First, the right to life under Article 21 of the Indian Constitution is seen as the source of other rights such as the rights to education, health, and a livelihood, among others. The Supreme Court’s Article 21 jurisprudence has become the bulwark of human rights enforcement and has inspired the drafting of human rights legislations including the Right to Education Act 2010 and the Sexual Harassment Bill 2010. Thus, if other rights are derived from the right to life guarantee, a comprehensive text on right to life lays down the groundwork for justifying separate consolidated rights legislation for PwDs.  By drawing upon Article 21 jurisprudence which guarantees a well-rounded life of flourishing, the right to life provision can provide a rich preface to a bill of rights for PwDs.

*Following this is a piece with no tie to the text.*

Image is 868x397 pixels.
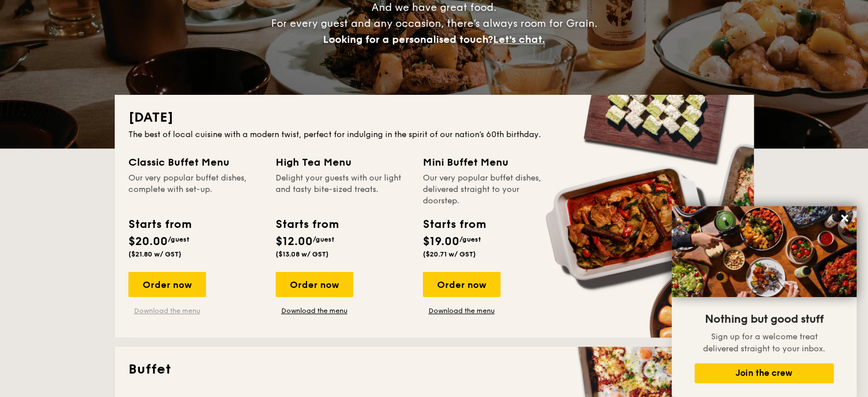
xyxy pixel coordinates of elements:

Secondly, the purpose of a right to life provision for PwDs is to reaffirm the value of disabled life since the disabled population has so actively been denied a right to life with dignity. Disabled person are routinely dispossessed of their sense of self and personhood. In a society which questions the need and consequence of the disabled life, this disregard for disabled life should itself be seen as a violation of right to life. Viewed as deficient and deviant, the narrative of the disabled life needs a radical overhaul through the text of right to life itself.

The bare right to life in section 10 of the Ministry’s Draft and the absence of a right to life provision in the DRG Proposal fall short of implementing the UNCPRD mandate under Article 10 which requires a more robust formulation to ensure the ‘effective enjoyment’ of right to life by PwDs on an equal basis with others. In contrast, Section 22 of the Committee’s Bill is a comprehensive formulation which weaves in Article 21 jurisprudence to guarantee a life of flourishing for PwDs. Sub-sections (2) and (3) are carefully crafted to afford full value to the lives of PwDs.  They also prohibit any procedure or practice which diminishes the value of their lives. Section 22 demonstrates a clear ethical obligation to preserve and protect disabled life and this sense must guide the final content of the entire text of the consolidated bill. If a consolidated bill of rights for PwDs was the initial fillip for implementing the UNCRPD, then the Committee’s Bill got it right the first time in drafting a right to life provision which justifies a rights-bill and also recognises the value of disabled persons’ lives.

Shreya is a MPhil candidate at Magdalen College, Oxford.